The more I read the book and think about how to apply it to my own life, the more I wonder about just who this four-hour work week is most appropriate for. For sure, if you have a product company that can operate on semi-auto pilot with subcontractors and outsourcers performing the responsibilities of fulfillment, order management, customer support, and sales/marketing then I can see how the automation possibilities easily lends itself to a shorter work week.
But how about businesses that require in-person delivery specifically by the person they are contracting with? For example, I have a hard time seeing how doctors or dentists can take advantage of four-hour work weeks. Maybe if they were simply office managers that had other doctors working for them, but if you were a doctor’s patient, would you want that outsourced? It certainly seems to be hard to apply the lessons learned in the book to those situations.
Service vs. Product
Basically it seems that the core challenge in applying the four-hour work week is that you have to be in a product business vs. a service business for this to make sense. A service business entails anything that is sold with the unit of work being delivered by a person rather than the unit of value delivered by a product. Furthermore, services have low repeatability. That is, if you deliver the service once and it takes a certain amount of effort, then delivering the service again will take a similar amount of effort.
On the contrary, with a product, the cost to build and develop the product is amortized across all the sales of that product. The cheaper it costs to build the product, the greater the revenue potential in sales. And if the product has no incremental cost once it’s built, then you can sell it literally millions of times without any additional cost (information products are a good example).
Now, this is something that Timothy Ferriss talks about in his book, so there’s no new ground discussed here. But the core is that most people are stuck in service businesses or in a service organization part of a product business. To change the work week requires either completely changing what you do for a living or structuring your work such that you no longer deliver the service, but either supervise others who deliver the service or productize the service offering such that there’s no longer an element of human delivery.
Buying People vs. Buying Brand
Another key issue is that is the value being bought from the company a function of the people who deliver that value (in which case, the cost of delivery is going to scale with the cost of labor), or is it a function of the brand (in which case, cheaper products and services can be offered at a premium given the value of the brand). To successfully become a four-hour work weeker, one needs to transition from becoming the sole delivery of a labor-driven value proposition to a manager of others who deliver the labor-driven value proposition to the sales of products that sell value based on brand, not on labor.
If you’re on the service side trying to live the four hour week, I see this as the fundamental challenge to face: either leaving the service business altogether, or productizing it in such a way that people buy the services at a premium based on your brand, and the labor is then outsourced to others who deliver at low cost.
id_bob | February 12th, 2008 at 11:32 pm #
Rex,
Awesome post man. You obviously did some deep thinking on this and have presented it in a way normal people (like me!) can understand.
I am an example of your post. You can read me about it here: http://fourhoursupport.blogspot.com
You’ll see in one of my posts that I’m actually a support engineer but I have some freedoms where I’m not constantly on the phone. I do have some room to move about.
But you’re exactly right with everything you said. I agree that someone in the full-time service industry needs to consider whether or not they really want the 4HWW, and if so, make the drastic changes necessary. Be that talking to the boss and making changes or having the courage to go elsewhere.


Print the listing in full, exactly as it stands.

[Start of Attachment]

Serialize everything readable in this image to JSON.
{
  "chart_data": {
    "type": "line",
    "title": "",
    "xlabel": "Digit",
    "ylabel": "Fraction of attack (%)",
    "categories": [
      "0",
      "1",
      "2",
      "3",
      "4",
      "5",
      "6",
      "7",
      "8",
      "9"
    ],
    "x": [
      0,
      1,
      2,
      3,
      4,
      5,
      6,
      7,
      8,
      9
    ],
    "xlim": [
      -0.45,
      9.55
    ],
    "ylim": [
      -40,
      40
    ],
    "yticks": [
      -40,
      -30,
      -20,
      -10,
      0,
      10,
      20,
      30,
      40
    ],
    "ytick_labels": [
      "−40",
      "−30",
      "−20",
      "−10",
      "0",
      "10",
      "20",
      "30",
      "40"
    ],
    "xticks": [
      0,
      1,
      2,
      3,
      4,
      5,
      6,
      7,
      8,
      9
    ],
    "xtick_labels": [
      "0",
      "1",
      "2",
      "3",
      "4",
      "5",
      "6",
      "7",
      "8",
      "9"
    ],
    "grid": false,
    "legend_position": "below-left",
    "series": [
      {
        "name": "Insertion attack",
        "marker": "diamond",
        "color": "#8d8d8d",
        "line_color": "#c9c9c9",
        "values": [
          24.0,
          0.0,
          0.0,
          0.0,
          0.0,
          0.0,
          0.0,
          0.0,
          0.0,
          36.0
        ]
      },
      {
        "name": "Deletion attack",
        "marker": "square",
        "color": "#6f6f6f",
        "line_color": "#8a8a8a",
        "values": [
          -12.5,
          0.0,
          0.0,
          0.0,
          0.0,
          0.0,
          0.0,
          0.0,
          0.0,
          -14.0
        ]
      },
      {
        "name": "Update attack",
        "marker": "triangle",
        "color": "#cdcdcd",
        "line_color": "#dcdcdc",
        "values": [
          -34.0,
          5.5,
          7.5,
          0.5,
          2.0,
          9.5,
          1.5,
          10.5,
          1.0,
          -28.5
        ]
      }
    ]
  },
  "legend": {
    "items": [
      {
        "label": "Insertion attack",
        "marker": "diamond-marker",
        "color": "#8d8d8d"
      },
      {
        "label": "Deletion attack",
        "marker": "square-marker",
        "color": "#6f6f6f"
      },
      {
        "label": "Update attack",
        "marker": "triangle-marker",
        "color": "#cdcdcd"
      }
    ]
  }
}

[End of Attachment]

**SOLUTION BELOW**
Serialize everything readable in this image to JSON.
{
  "chart_data": {
    "type": "line",
    "title": "",
    "xlabel": "Digit",
    "ylabel": "Fraction of attack (%)",
    "categories": [
      "0",
      "1",
      "2",
      "3",
      "4",
      "5",
      "6",
      "7",
      "8",
      "9"
    ],
    "x": [
      0,
      1,
      2,
      3,
      4,
      5,
      6,
      7,
      8,
      9
    ],
    "xlim": [
      -0.45,
      9.55
    ],
    "ylim": [
      -40,
      40
    ],
    "yticks": [
      -40,
      -30,
      -20,
      -10,
      0,
      10,
      20,
      30,
      40
    ],
    "ytick_labels": [
      "−40",
      "−30",
      "−20",
      "−10",
      "0",
      "10",
      "20",
      "30",
      "40"
    ],
    "xticks": [
      0,
      1,
      2,
      3,
      4,
      5,
      6,
      7,
      8,
      9
    ],
    "xtick_labels": [
      "0",
      "1",
      "2",
      "3",
      "4",
      "5",
      "6",
      "7",
      "8",
      "9"
    ],
    "grid": false,
    "legend_position": "below-left",
    "series": [
      {
        "name": "Insertion attack",
        "marker": "diamond",
        "color": "#8d8d8d",
        "line_color": "#c9c9c9",
        "values": [
          24.0,
          0.0,
          0.0,
          0.0,
          0.0,
          0.0,
          0.0,
          0.0,
          0.0,
          36.0
        ]
      },
      {
        "name": "Deletion attack",
        "marker": "square",
        "color": "#6f6f6f",
        "line_color": "#8a8a8a",
        "values": [
          -12.5,
          0.0,
          0.0,
          0.0,
          0.0,
          0.0,
          0.0,
          0.0,
          0.0,
          -14.0
        ]
      },
      {
        "name": "Update attack",
        "marker": "triangle",
        "color": "#cdcdcd",
        "line_color": "#dcdcdc",
        "values": [
          -34.0,
          5.5,
          7.5,
          0.5,
          2.0,
          9.5,
          1.5,
          10.5,
          1.0,
          -28.5
        ]
      }
    ]
  },
  "legend": {
    "items": [
      {
        "label": "Insertion attack",
        "marker": "diamond-marker",
        "color": "#8d8d8d"
      },
      {
        "label": "Deletion attack",
        "marker": "square-marker",
        "color": "#6f6f6f"
      },
      {
        "label": "Update attack",
        "marker": "triangle-marker",
        "color": "#cdcdcd"
      }
    ]
  }
}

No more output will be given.